The Trials and Tribulations of Night Owls

Are you a night owl?  Do you do your best work at night, struggle to fall asleep before midnight, sleep until noon on weekends, and despise mornings? Perhaps you have phase delay syndrome.

Phase delay syndrome means that your circadian phase, or the relationship of your body’s sleep-wake cycle to the 24 hour day, is delayed relative to those of others; you naturally go to bed later and awaken later than others.  Phase delay only becomes a “syndrome” when people need to go to school or work early and suffer because their bodies cannot acclimate to an early-to-bed, early-to-rise schedule.

There are probably tens of millions of people in the US alone who have some degree of phase delay syndrome and who struggle to awaken for work or school.  However, very few seek medical advice.  Why?  Our society sees those who struggle to awaken in the morning as lazy. We do not conceive that such people may have a fundamentally different circadian system and benefit from medical consultation.

If you are an evening person, can you become a morning person?  Tara-Parker Pope reports in a recent New York Times “Well” blog post, “Sleep experts say that with a little discipline (well, actually, a lot of discipline), most people can reset their circadian clocks.”  Ms. Pope accurately captures the challenge of overcoming a circadian disorder in her parenthetical remark.

Sleep physicians treat phase delayed patients by manipulating three factors: light, melatonin, and wake time.  Light allows our bodies to distinguish between daytime and nighttime.  Morning light shifts bedtime earlier, and evening light shifts bedtime later.   I  encourage patients (those who do not have known retinal disease, since some ophthalmologists theorize that bright light may be unsafe for those with the retinal disease) to buy a Philips GoLite (I receive no compensation from Philips) to provide light exposure for as long as possible between awakening and 3 hours after awakening.  Consider sunglasses outside after dinner in the summer and dimming all lights and screens as much as possible in the evening.  Use over-the-shoulder lights in the evening to minimize light to the eyes. Melatonin, available over the counter (Trader Joe’s offers a .5 mg OTC chewable tablet), is a naturally occurring hormone that pushes bedtime later when taken in the morning but pulls bedtime earlier when taken in the evening.   Melatonin has varying potency depending on the time of administration, but because it causes drowsiness (no driving for 8 hours after melatonin ingestion), few patients can safely take melatonin before the late evening, around an hour before planned bedtime.  Higher doses of melatonin may be no more effective than lower doses.  Initial melatonin and light recommendations are easier to execute than wake time changes, which are equally necessary.  Most of the phase delayed patients I see awaken early during and sleep late on weekends.  Delayed weekend wake times delay weekday bedtimes and undermine the benefits of changes in light and melatonin.  If you currently awaken late every day and will need to awaken early in the future, I recommend fifteen to thirty-minute advancement in wake times daily.

In my experience, treatment of phase delay syndrome often fails initially.  Different people respond to light and melatonin, administered at different times, differently.  I counsel patients to expect to struggle but to take note of why they struggle and to keep sleep logs.  Those who persist- with the technical and moral support of a sleep physician- often succeed.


Task requirements:
In the data below, find every line with the string "זרות" and pull it out.
[[ Listed entries, beginning ]]
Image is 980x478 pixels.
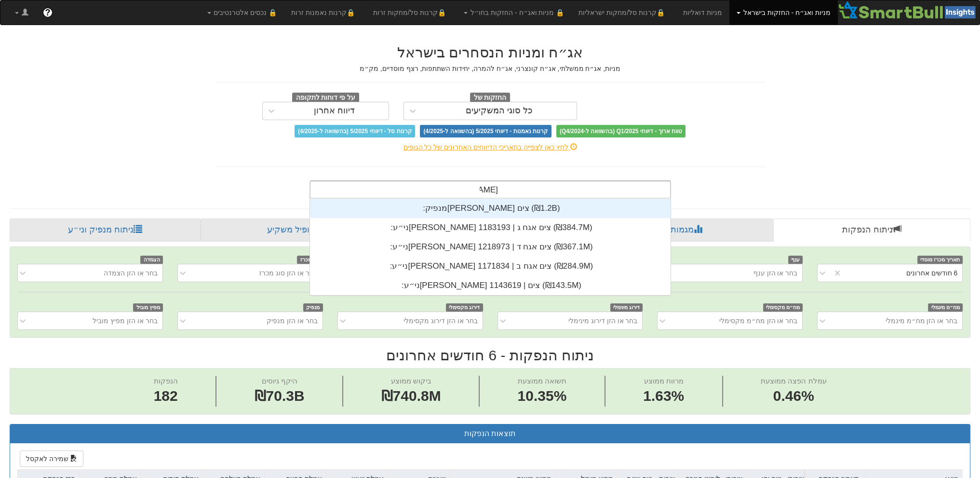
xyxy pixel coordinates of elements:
[582,218,774,241] a: מגמות שוק
[10,218,200,241] a: ניתוח מנפיק וני״ע
[154,385,178,407] span: 182
[297,255,323,264] span: סוג מכרז
[45,8,50,18] span: ?
[262,376,297,384] span: היקף גיוסים
[517,385,566,407] span: 10.35%
[518,376,566,384] span: תשואה ממוצעת
[310,238,671,256] div: ני״ע: ‏[PERSON_NAME] צים אגח ד | 1218973 ‎(₪367.1M)‎
[310,218,671,238] div: ני״ע: ‏[PERSON_NAME] צים אגח ג | 1183193 ‎(₪384.7M)‎
[267,316,318,326] div: בחר או הזן מנפיק
[928,303,963,312] span: מח״מ מינמלי
[208,142,773,152] div: לחץ כאן לצפייה בתאריכי הדיווחים האחרונים של כל הגופים
[303,303,323,312] span: מנפיק
[10,347,971,363] h2: ניתוח הנפקות - 6 חודשים אחרונים
[466,106,533,115] div: כל סוגי המשקיעים
[676,0,730,24] a: מניות דואליות
[645,376,684,384] span: מרווח ממוצע
[215,44,766,61] h2: אג״ח ומניות הנסחרים בישראל
[907,268,958,278] div: 6 חודשים אחרונים
[470,93,511,104] span: החזקות של
[215,65,766,72] h5: מניות, אג״ח ממשלתי, אג״ח קונצרני, אג״ח להמרה, יחידות השתתפות, רצף מוסדיים, מק״מ
[838,0,980,20] img: Smartbull
[18,429,963,438] h3: תוצאות הנפקות
[310,198,671,295] div: grid
[154,376,178,384] span: הנפקות
[259,268,318,278] div: בחר או הזן סוג מכרז
[557,125,686,138] span: טווח ארוך - דיווחי Q1/2025 (בהשוואה ל-Q4/2024)
[774,218,971,241] a: ניתוח הנפקות
[314,106,355,115] div: דיווח אחרון
[133,303,163,312] span: מפיץ מוביל
[93,316,157,326] div: בחר או הזן מפיץ מוביל
[644,385,685,407] span: 1.63%
[568,316,638,326] div: בחר או הזן דירוג מינימלי
[764,303,803,312] span: מח״מ מקסימלי
[571,0,676,24] a: 🔒קרנות סל/מחקות ישראליות
[292,93,359,104] span: על פי דוחות לתקופה
[610,303,644,312] span: דירוג מינימלי
[254,387,305,404] span: ₪70.3B
[404,316,478,326] div: בחר או הזן דירוג מקסימלי
[104,268,157,278] div: בחר או הזן הצמדה
[310,198,671,218] div: מנפיק: ‏[PERSON_NAME] צים ‎(₪1.2B)‎
[200,0,285,24] a: 🔒 נכסים אלטרנטיבים
[366,0,457,24] a: 🔒קרנות סל/מחקות זרות
[381,387,441,404] span: ₪740.8M
[310,256,671,276] div: ני״ע: ‏[PERSON_NAME] צים אגח ב | 1171834 ‎(₪284.9M)‎
[446,303,483,312] span: דירוג מקסימלי
[310,276,671,295] div: ני״ע: ‏[PERSON_NAME] צים | 1143619 ‎(₪143.5M)‎
[140,255,163,264] span: הצמדה
[788,255,803,264] span: ענף
[294,125,416,138] span: קרנות סל - דיווחי 5/2025 (בהשוואה ל-4/2025)
[754,268,798,278] div: בחר או הזן ענף
[457,0,571,24] a: 🔒 מניות ואג״ח - החזקות בחו״ל
[761,385,826,407] span: 0.46%
[917,255,963,264] span: תאריך מכרז מוסדי
[284,0,366,24] a: 🔒קרנות נאמנות זרות
[720,316,798,326] div: בחר או הזן מח״מ מקסימלי
[20,451,83,466] button: שמירה לאקסל
[761,376,826,384] span: עמלת הפצה ממוצעת
[390,376,431,384] span: ביקוש ממוצע
[730,0,838,24] a: מניות ואג״ח - החזקות בישראל
[885,316,958,326] div: בחר או הזן מח״מ מינמלי
[200,218,394,241] a: פרופיל משקיע
[420,125,552,138] span: קרנות נאמנות - דיווחי 5/2025 (בהשוואה ל-4/2025)
[35,0,60,24] a: ?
[[ Listed entries, end ]]
Your solution:
[366,0,457,24] a: 🔒קרנות סל/מחקות זרות
[284,0,366,24] a: 🔒קרנות נאמנות זרות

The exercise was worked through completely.